You may echo find the command:

ssh host 'echo $PATH'

for determining what your remote path is.


spaces in filenames

Can rsync copy files with spaces in them?

Short answer: Yes, rsync can handle filenames with spaces.

Long answer:

Rsync handles spaces just like any other unix command line application. Within the code spaces are treated just like any other character so a filename with a space is no different from a filename with any other character in it.

The problem of spaces is in the argv processing done to interpret the command line. As with any other unix application you have to escape spaces in some way on the command line or they will be used to separate arguments.

It is slightly trickier in rsync (and other remote-copy programs like scp) because rsync sends a command line to the remote system to launch the peer copy of rsync (this assumes that we're not talking about daemon mode, which is not affected by this problem because no remote shell is involved in the reception of the filenames). The command line is interpreted by the remote shell and thus the spaces need to arrive on the remote system escaped so that the shell doesn't split such filenames into multiple arguments.

For example:

rsync -av host:'a long filename' /tmp/

This is usually a request for rsync to copy 3 files from the remote system, "a", "long", and "filename" (the only exception to this is for a system running a shell that does not word-split arguments in its commands, and that is exceedingly rare). If you wanted to request a single file with spaces, you need to get some kind of space-quoting characters to the remote shell that is running the remote rsync command. The following commands should all work:

rsync -av host:'"a long filename"' /tmp/
rsync -av host:'a\ long\ filename' /tmp/
rsync -av host:a\\\ long\\\ filename /tmp/

You might also like to use a '?' in place of a space as long as there are no other matching filenames than the one with spaces (since '?' matches any character):

rsync -av host:a?long?filename /tmp/

As long as you know that the remote filenames on the command line are interpreted by the remote shell then it all works fine.


ignore "vanished files" warning

Some folks would like to ignore the "vanished files" warning, which manifests as an exit-code 24. The easiest way to do this is to create a shell script wrapper. For instance, name this something like "rsync-no24":

#!/bin/sh
rsync "$@"
e=$?
if test $e = 24; then
    exit 0
fi
exit $e

read-only file system

If you get "Read-only file system" as an error when sending to a rsync daemon then you probably forgot to set "read only = no" for that module.

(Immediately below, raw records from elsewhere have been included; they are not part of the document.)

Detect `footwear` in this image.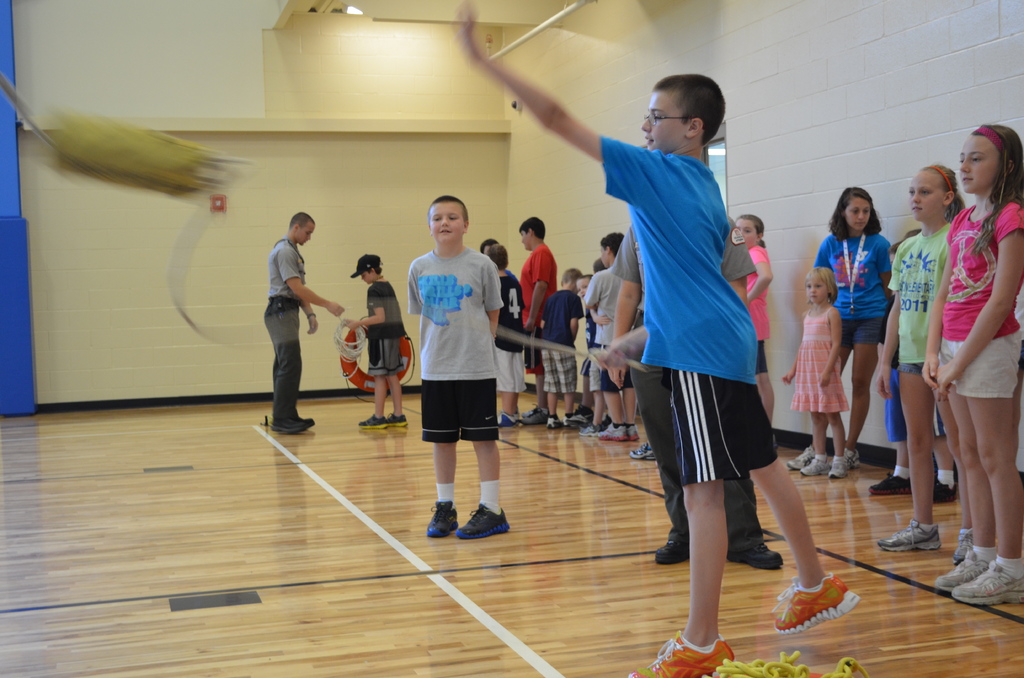
Detection: box=[771, 576, 856, 634].
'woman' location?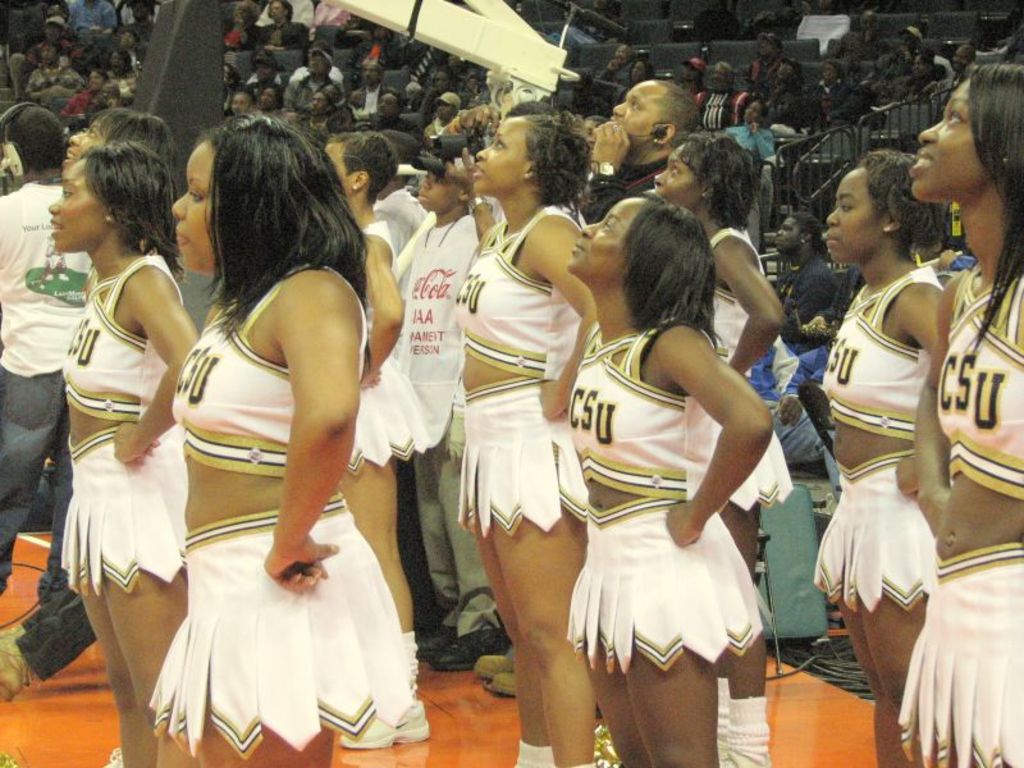
Rect(137, 106, 417, 767)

multiplexing overflow 101:7104843

This mysterious error, or the similar "invalid message 101:7104843", can happen if one of the rsync processes is killed for some reason and a message beginning with the four characters "Kill" gets inserted into the protocol stream as a result. To solve the problem, you'll need to figure out why rsync is being killed. See this bug report.


inflate (token) returned -5

This error means that rsync failed to handle an expected error from the compression code for a file that happened to be transferred with a block size of 32816 bytes. You can avoid this issue for the affected file by transferring it with a manually-set block size (e.g. --block-size=33000), or by upgrading the receiving side to rsync 3.0.7.